__What is being asked__: Your answer should be the exact lines of the data below from the one containing "You are a GUI" through the one containing "Image resolution: width=774"; please include nothing else.

__Data for this exercise__:
============

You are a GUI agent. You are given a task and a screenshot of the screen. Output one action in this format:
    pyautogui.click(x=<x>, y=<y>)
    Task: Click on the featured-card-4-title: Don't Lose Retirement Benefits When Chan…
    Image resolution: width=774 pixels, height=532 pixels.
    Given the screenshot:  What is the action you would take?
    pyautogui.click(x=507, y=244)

============

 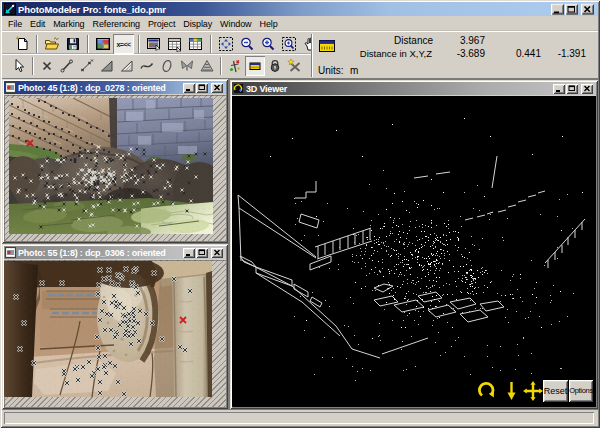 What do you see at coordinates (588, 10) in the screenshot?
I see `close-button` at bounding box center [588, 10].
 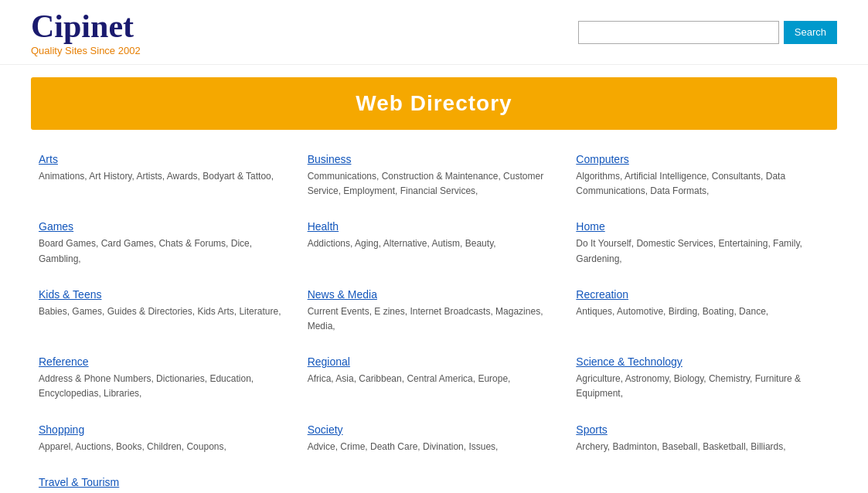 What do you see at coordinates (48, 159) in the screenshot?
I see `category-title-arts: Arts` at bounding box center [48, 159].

============

__Task output__:
You are a GUI agent. You are given a task and a screenshot of the screen. Output one action in this format:
    pyautogui.click(x=<x>, y=<y>)
    Task: Click on the featured-card-4-title: Don't Lose Retirement Benefits When Chan…
    Image resolution: width=774 pixels, height=532 pixels.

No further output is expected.